Close on the heels of settling a dispute over Android patents, Microsoft and Kyocera, have entered into a patent cross-licensing arrangement about which no details were available.
Microsoft sued Japanese electronics maker Kyocera over allegations its Android phones violated seven Microsoft patents, in March.

Yesterday, the two companies settled the suit and simultaneously signed an expanded patent-licensing arrangement, according to a very brief press release from Microsoft.

The new patent agreement "enables the companies to use a broader range of each other's technologies in their respective products through a patent cross licence," the press release said.

No further details - including which technologies were being cross-licensed, details of payments etc, were disclosed by the two companies.

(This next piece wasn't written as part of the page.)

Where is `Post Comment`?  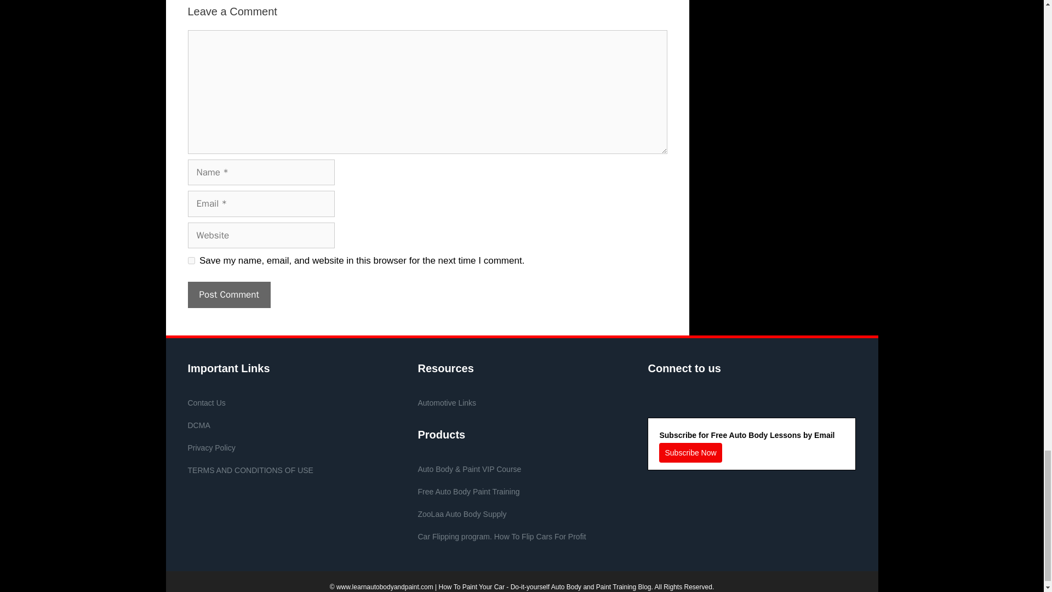
Post Comment is located at coordinates (229, 295).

According to court documents, Microsoft had claimed it had patented thread scheduling, display sensor, network management and communications technologies, among others.

In March, Microsoft had asked the US District Court in Seattle for a US sales injunction against three Kyocera phones: The Duraforce, Hydro and Brigadier.

Kyocera was not the first Android vendor the software giant had sued over patent-related issues. It also sued Barnes and Noble, Foxconn and Inventec over the Nook reader. After settling with B&N, the company joined forces to create a spinoff. The Nook Media deal was terminated at the end of 2014.

According to commentators, it comes as another win for Microsoft's ongoing practice of seeking patent licences from Android manufacturers. Earlier this year, the company sued Kyocera because of components that formed part of Android that Microsoft claimed infringed on its patents. Licensing patents related to Android was a big business for the company, which, last year revealed that Samsung paid over $1 billion from July 2012 to June 2013 as part of a patent licensing deal.

Microsoft and Samsung settled their own litigation over licence payments for Android-related patents in February.

Microsoft had signed a number of other cross-licensing agreements this year, including one with Taiwanese manufacturer Qisda and another with Melco Group, the parent company of electronics maker Buffalo.